A bomb-sniffing dog greeted visitors to the U.S. District Court building in downtown Minneapolis Monday, and extra guards were stationed on the 13th floor where three men went on trial in a racketeering conspiracy involving a notoriously violent Indian gang known as the Native Mob.

Inside Judge John Tunheim's courtroom, more than a dozen federal marshals kept a close watch over a gallery packed largely with federal prosecutors and investigators.

Assistant U.S. Attorney Steven Schleicher set the stage for the jury of six men and 10 women in a dramatic opening statement.

On March 10, 2010, a 5-year-old American Indian girl held her father's hand as they walked along a road in Tract 34 of the Cass Lake area, he said. The girl had no idea that her father, Amos LaDuke, now 34, had been associated with the Native Mob gang.

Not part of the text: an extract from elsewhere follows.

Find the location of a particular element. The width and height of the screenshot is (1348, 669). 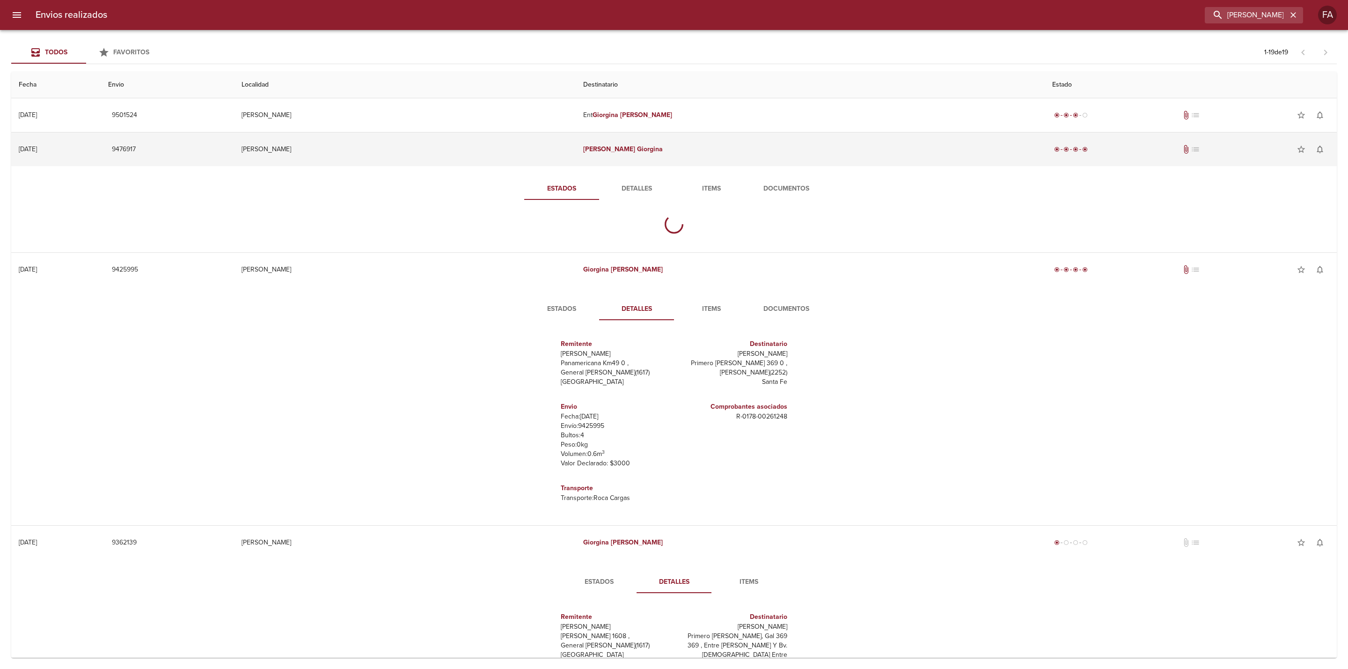

th: Localidad is located at coordinates (405, 85).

"But Anthony Cree knew," Schleicher said, pointing out one of the defendants. Cree is known as "Pun" -- short for "Punisher" -- Schleicher said.

He said that Cree, 26, had lost his position as a ranking gang member and was seeking to get it back with an attack on LaDuke, who two years earlier had implicated another Native Mob member in another criminal case. LaDuke also had broken the jaw of the gang's "chief enforcer," insulting the gang, Schleicher said.

He said that defendant William Earl Morris, 25, was a soldier on a mission that day when he jumped out of a car wearing latex gloves and firing a .40-caliber pistol. LaDuke picked up his daughter and ran. But he dropped her as bullets slammed into him and he collapsed into a pool of his own blood, Schleicher said, showing pictures of the crime scene.

LaDuke told his daughter to run and she narrowly escaped injury, Schleicher said, showing a photo of a bullet hole in her backpack.

He said that Morris, known as "Odie," ran into the woods and was caught, but Cree got away that day. LaDuke survived and will testify in the case.

Schleicher displayed photos of 25 men he said were members of the Native Mob, which he described as a disciplined criminal organization with more than 200 members. The gang operated in Minnesota, Wisconsin and elsewhere, selling drugs and committing assaults, drive-by shootings and murder to silence witnesses and fend off rivals, he said.

Native Mob began in south Minneapolis in the 1990s as an offshoot of the Vice Lords, but gained prominence in the state's prisons. Schleicher identified defendant Wakinyon Wakan McArthur, also known as "Kon" or "Killa," as the highest-ranking member outside of prison. McArthur, 34, is the "Ogema," or chief, responsible for enforcing the gang's rules, he said.

McArthur took over that position from his brother, Wambli Ska McArthur, 38, and attempted to impose strict order on the members outside of prison, Schleicher said.

The case against the three defendants involves 11 counts and more than 70 "overt acts" that demonstrate a racketeering conspiracy, he said. The trial is expected to last several weeks and will include testimony from a number of insiders, some of whom wore "wires" to record the Native Mob's monthly meetings.

"You can't expect a tour in hell, however, to be guided by angels," Schleicher said.

Morris' attorney, Tom Shiah, reserved his right to make an opening statement until after the government rests its case. He told Tunheim that he will dispute the allegation that Morris was a member of the gang.

Defense attorneys Frederick Goetz, who represents McArthur, and John Brink, who represents Cree, acknowledged that their clients were Native Mob members. But they said no racketeering took place. Any crimes that were committed were random, unforeseeable, individual acts, they said.

The gang members grew up in poverty, surrounded by drug and alcohol abuse and exposed to violence, they said.

"They were really not raised. They just got bigger," Brink said.

Members of the gang lack the ability to run a racketeering organization, Goetz said.

"We're not talking about La Cosa Nostra. We're not talking about some corrupt political organization," he said. "We're talking about feral kids."